“The people of this state do not yield their sovereignty to the agencies that serve them. The people, in delegating authority, do not give their public servants the right to decide what is good for the people to know and what is not good for them to know. The people insist on remaining informed so that they may maintain control over the instruments that they have created.”
That declaration is repeated more than once in Washington’s public disclosure and open meetings laws.
It’s a nice ideal. In practice, it isn’t working so well.
With increasing audacity, key state legislators are taking control from the people and seizing it for themselves. Amid the difficult process of closing a $2.8 billion budget shortfall, they’ve skirted, waived or ignored the public’s right to know what they’re up to and comment on it.
The latest example came Thursday. See where this registers on your outrage meter:
The Senate Ways and Means Committee scheduled an afternoon public hearing on a substitute bill to create a state income tax. But the amendment on which the public was supposed to comment wasn’t even available until the hearing began.
This legislative chicanery is right in line with the recent introduction of “title-only” bills, proposals that go through a public hearing and are passed by a committee, even though they include no details. Those are added later, when there’s no opportunity for public comment. It’s a blatantly underhanded way to avoid scrutiny of a controversial idea.
And in another blow to transparency, a House panel voted to eliminate the state’s Sunshine Committee, created in 2007 to strengthen the state’s open records laws. The Senate voted overwhelmingly to keep the Sunshine Committee in place, and there’s still time for the House Ways and Means Committee to restore it. We strongly urge it to do so, if only to keep some measure of faith with the public.
All this is on top of state legislators’ continued resistance to calls for them to open their own records, such as e-mails, to public review — a requirement of every local legislative body in the state.
Jason Mercier of the Washington Policy Center, a leading transparency watchdog, has become so frustrated that he has proposed a constitutional amendment mandating a 72-hour waiting period between the introduction of a bill and a public hearing on it, outlawing title-only bills, and giving lawmakers 24 hours to read a bill before voting on final passage.
Because constitutional amendments require supermajority legislative support, we won’t hold our breath. We do, however, share Mercier’s frustration at lawmakers’ disdain for public input. Citizens, we suspect, do too.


What you are asked to do = Every record below needs to be set down exactly. Pictures do not belong in the copy.

Records for this exercise section start

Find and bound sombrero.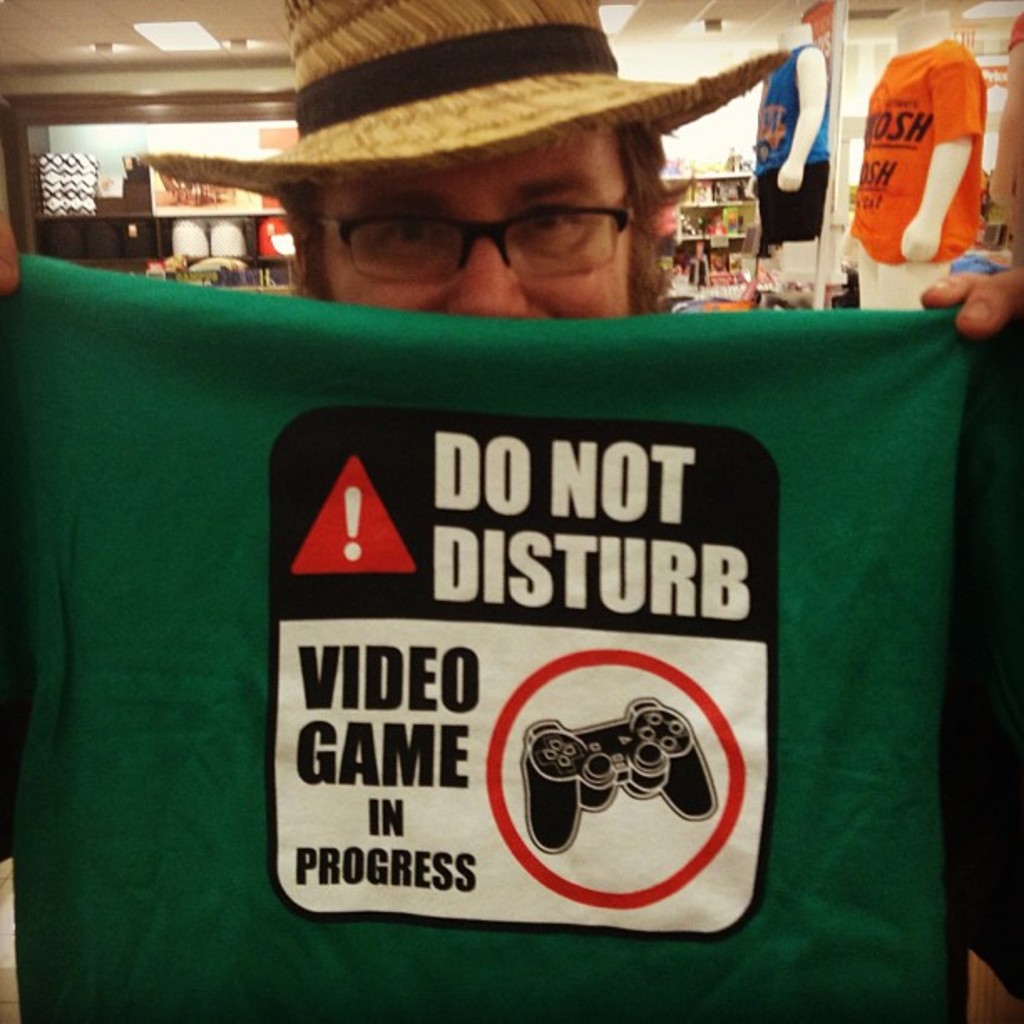
Bound: (left=134, top=0, right=790, bottom=199).
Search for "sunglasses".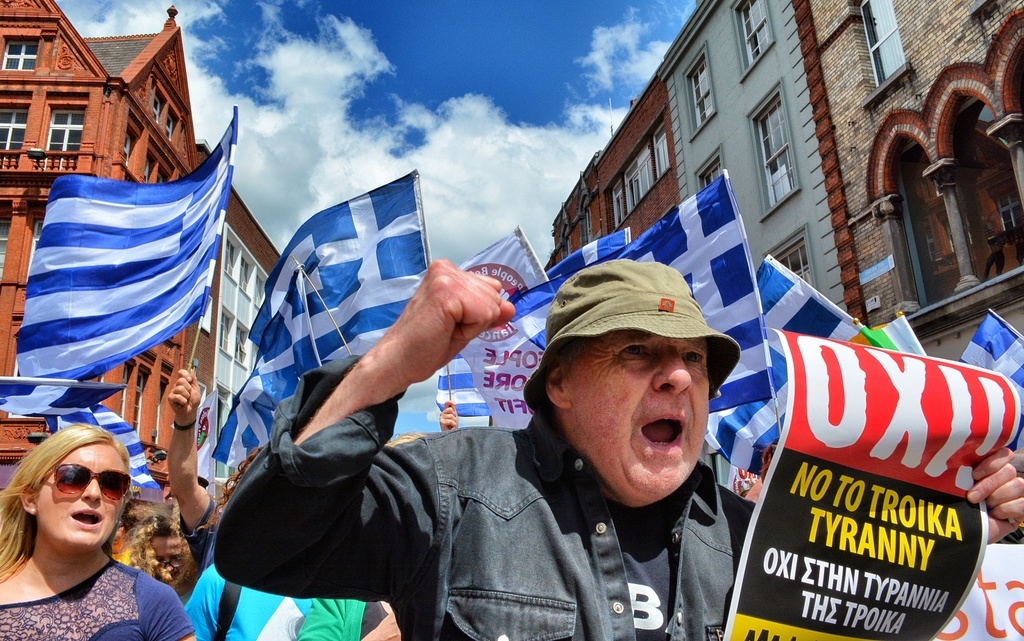
Found at l=39, t=464, r=132, b=505.
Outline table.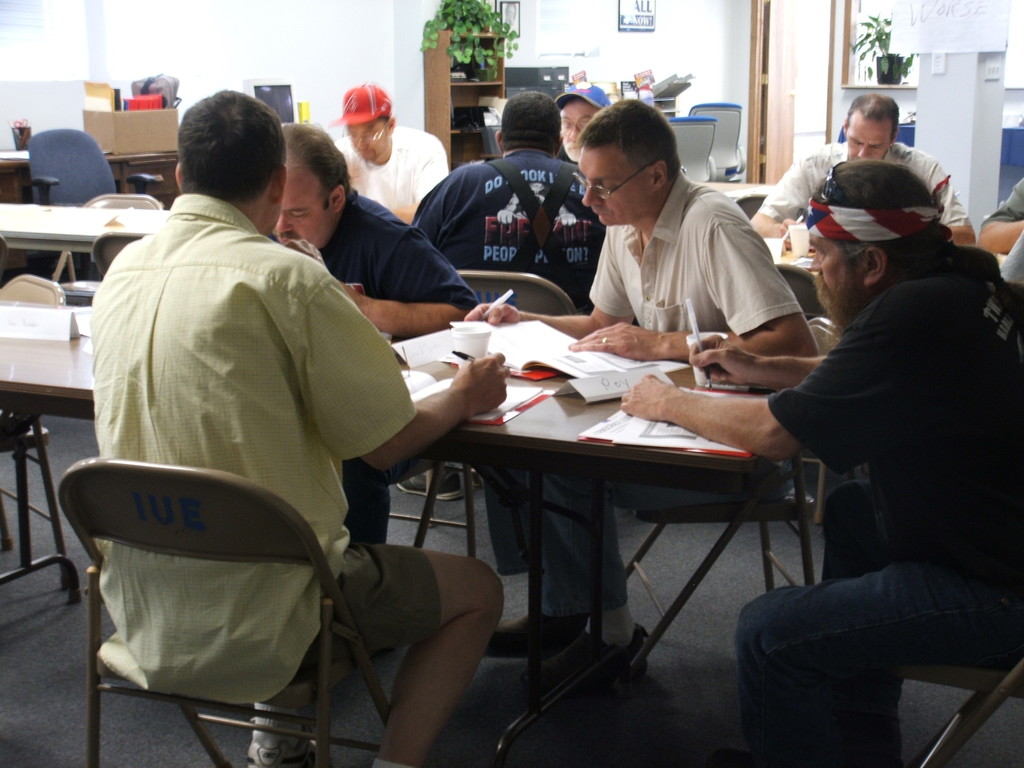
Outline: select_region(0, 289, 826, 767).
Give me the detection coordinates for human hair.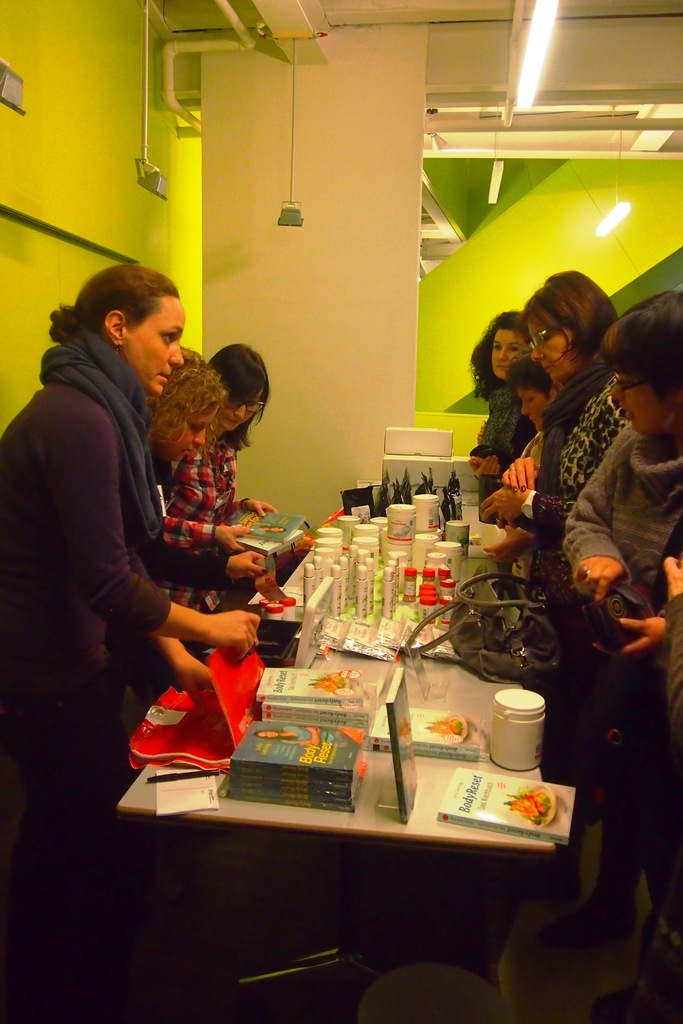
box(49, 263, 179, 333).
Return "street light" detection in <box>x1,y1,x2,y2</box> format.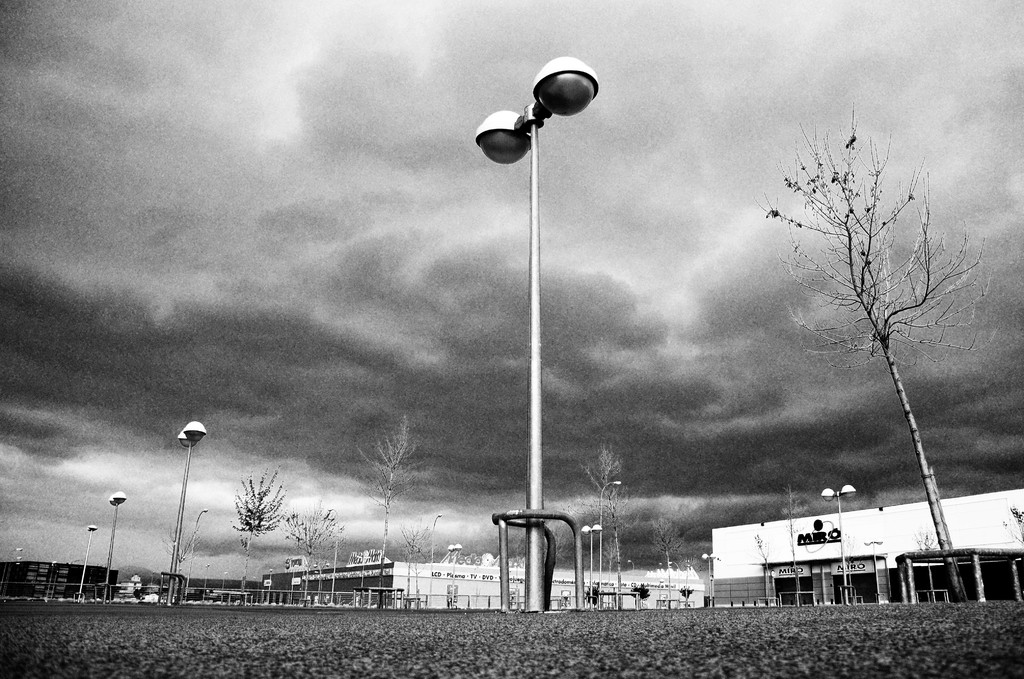
<box>164,418,208,609</box>.
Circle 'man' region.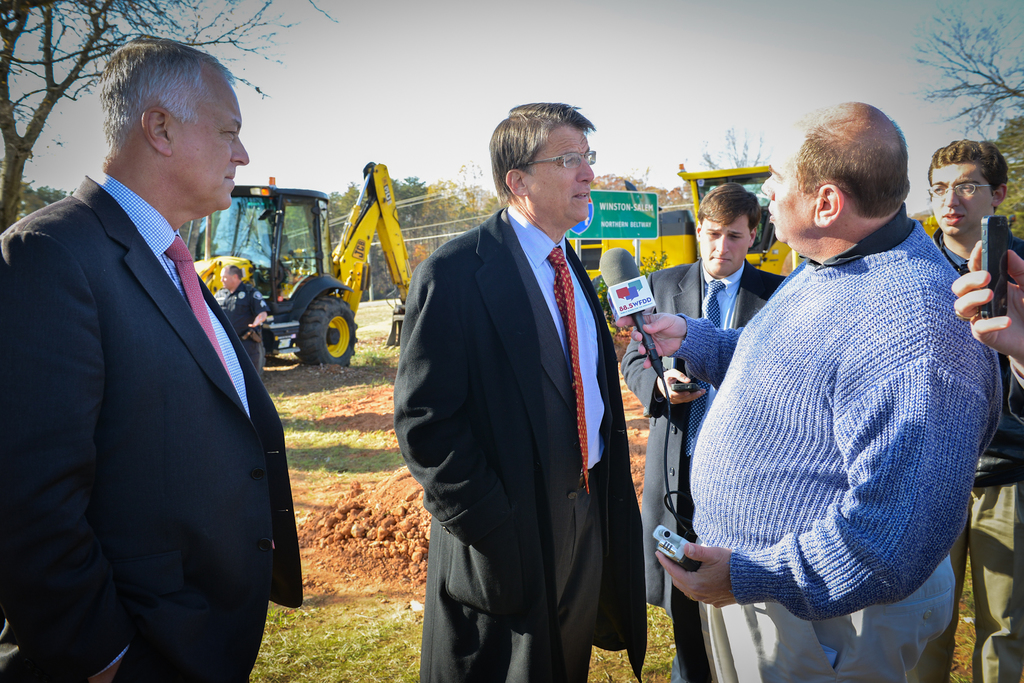
Region: bbox(0, 31, 303, 682).
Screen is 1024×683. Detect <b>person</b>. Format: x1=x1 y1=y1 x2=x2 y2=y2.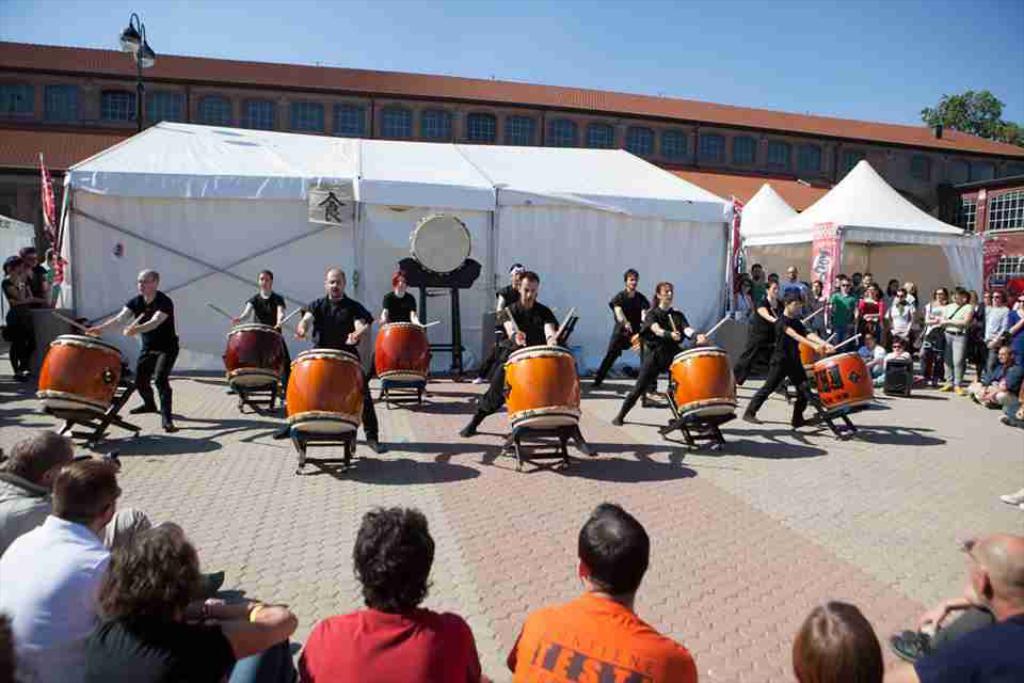
x1=887 y1=534 x2=1023 y2=682.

Records for this exercise section end

Response to the task =
Find and bound sombrero.
Bound: (left=134, top=0, right=790, bottom=199).
Search for "sunglasses".
Found at l=39, t=464, r=132, b=505.
Outline table.
Outline: select_region(0, 289, 826, 767).
Give me the detection coordinates for human hair.
box(49, 263, 179, 333).
Return "street light" detection in <box>x1,y1,x2,y2</box> format.
<box>164,418,208,609</box>.
Circle 'man' region.
Region: bbox(0, 31, 303, 682).
Screen is 1024×683. Detect <b>person</b>. Format: x1=x1 y1=y1 x2=x2 y2=y2.
x1=887 y1=534 x2=1023 y2=682.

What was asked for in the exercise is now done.